Brazilian Jiu-Jitsu is unforgiving in ways most people never experience. You will be choked, crushed, and completely dominated by people half your size. You’ll think you’re improving, then a new white belt with wrestling experience will dismantle everything you thought you knew. Your body will ache in places you didn’t know existed. You’ll drive home questioning why you subject yourself to this, wondering if you’re simply not built for it. This is exactly why you cannot quit. Marcus Aurelius wrote, “The impediment to action advances action. What stands in the way becomes the way.” Every person who makes you tap, every technique that refuses to work, every moment of exhaustion—these aren’t obstacles to your growth. They ARE your growth. BJJ strips away ego faster than any other practice because it forces you to confront a fundamental truth: improvement only comes through repeatedly facing what humbles you.
Ralph Gracie Santa Clara competition kids and teens class preparing for upcoming tournaments. The matches can get intense.
The beauty of BJJ lies not in the moments of triumph, but in your decision to return after defeat. Epictetus taught, “Difficulties are things that show a person what they are.” When you’re mounted, breathing heavy, and every escape fails, you discover who you actually are versus who you pretend to be.
Ralph Gracie teaching his crushing pressure passes a Ralph Gracie San Jose, CA.
And here’s the secret: showing up the next day, despite yesterday’s beating, transforms you more than any submission ever will. Seneca understood this when he said, “A gem cannot be polished without friction, nor a man perfected without trials.” Those trials on the mat—the frustration, the pain, the endless plateaus—are polishing you into something harder and clearer than you were before. The person who quits when it gets difficult remains forever unchanged. The person who stays, who returns despite the bruises and the doubt, becomes unconquerable in ways that transcend the mat. That’s not just why you shouldn’t quit BJJ. That’s why you must stay.
Meet Jake Dante of BJJ Wiki and Off The Mats Podcast . Jake is the kind of person we need more of in BJJ. He is a consistent practitioner of the sport (hold a blue belt at Crazy 88 MMA). However, Jake is a black belt of creating great content, and working with all kinds of great people to help the culture of jiu-jitsu grow in a positive way.
Today we talk about his journey into jiu-jitsu, but more importantly how to navigate various setbacks one my have as a practitioner. We also talk about things we can do as parents to keep young people consistent and inspired as they move in their journey.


If a line in the records below contains the word "JSON", copy it out.

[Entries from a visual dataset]
※

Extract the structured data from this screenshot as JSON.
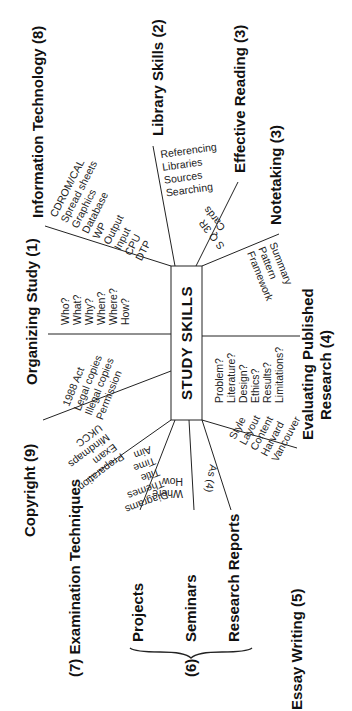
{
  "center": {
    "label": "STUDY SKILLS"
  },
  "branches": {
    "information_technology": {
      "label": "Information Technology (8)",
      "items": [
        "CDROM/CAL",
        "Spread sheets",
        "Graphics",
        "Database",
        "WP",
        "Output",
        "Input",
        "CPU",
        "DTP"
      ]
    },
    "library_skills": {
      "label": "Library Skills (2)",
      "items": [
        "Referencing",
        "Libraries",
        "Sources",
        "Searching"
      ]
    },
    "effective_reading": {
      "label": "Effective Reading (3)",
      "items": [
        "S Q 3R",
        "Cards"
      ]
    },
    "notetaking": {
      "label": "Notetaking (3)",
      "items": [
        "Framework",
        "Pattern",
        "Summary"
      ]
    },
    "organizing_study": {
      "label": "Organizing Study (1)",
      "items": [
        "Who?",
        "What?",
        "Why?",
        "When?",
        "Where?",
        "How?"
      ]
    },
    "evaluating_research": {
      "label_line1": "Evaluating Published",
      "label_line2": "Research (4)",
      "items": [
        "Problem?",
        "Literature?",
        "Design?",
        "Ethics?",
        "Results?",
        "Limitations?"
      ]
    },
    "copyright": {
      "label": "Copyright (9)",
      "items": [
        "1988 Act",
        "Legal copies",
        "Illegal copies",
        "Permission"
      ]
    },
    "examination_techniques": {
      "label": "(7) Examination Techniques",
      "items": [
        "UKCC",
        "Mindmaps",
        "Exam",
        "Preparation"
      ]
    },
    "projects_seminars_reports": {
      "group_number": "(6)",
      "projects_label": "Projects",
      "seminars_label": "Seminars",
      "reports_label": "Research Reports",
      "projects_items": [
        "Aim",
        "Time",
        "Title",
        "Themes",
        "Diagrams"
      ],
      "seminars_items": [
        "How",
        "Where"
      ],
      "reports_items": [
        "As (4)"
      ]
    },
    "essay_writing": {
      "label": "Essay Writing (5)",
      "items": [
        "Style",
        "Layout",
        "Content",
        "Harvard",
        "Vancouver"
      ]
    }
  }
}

※

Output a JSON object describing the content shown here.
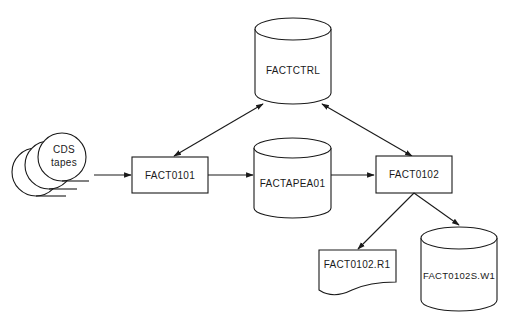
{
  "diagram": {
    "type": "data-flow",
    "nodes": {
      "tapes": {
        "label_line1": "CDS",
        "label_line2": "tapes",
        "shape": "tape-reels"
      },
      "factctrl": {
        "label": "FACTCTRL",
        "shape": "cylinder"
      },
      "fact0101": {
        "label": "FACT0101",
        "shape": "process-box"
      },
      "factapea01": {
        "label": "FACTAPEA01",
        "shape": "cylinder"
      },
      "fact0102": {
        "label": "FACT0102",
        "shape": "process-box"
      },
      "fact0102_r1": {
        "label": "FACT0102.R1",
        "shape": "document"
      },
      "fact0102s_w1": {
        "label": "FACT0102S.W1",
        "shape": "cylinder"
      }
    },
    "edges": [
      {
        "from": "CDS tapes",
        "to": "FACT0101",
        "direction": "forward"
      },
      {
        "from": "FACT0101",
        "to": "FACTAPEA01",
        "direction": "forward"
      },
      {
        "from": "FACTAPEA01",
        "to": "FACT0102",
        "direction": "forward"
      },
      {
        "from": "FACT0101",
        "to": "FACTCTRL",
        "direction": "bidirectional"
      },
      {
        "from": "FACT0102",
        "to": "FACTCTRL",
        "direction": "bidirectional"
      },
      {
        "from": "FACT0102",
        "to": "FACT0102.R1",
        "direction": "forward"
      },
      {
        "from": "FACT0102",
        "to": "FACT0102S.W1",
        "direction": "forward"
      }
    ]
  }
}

※

[Answer section]:
Extract the structured data from this screenshot as JSON.
Output a JSON object describing the content shown here.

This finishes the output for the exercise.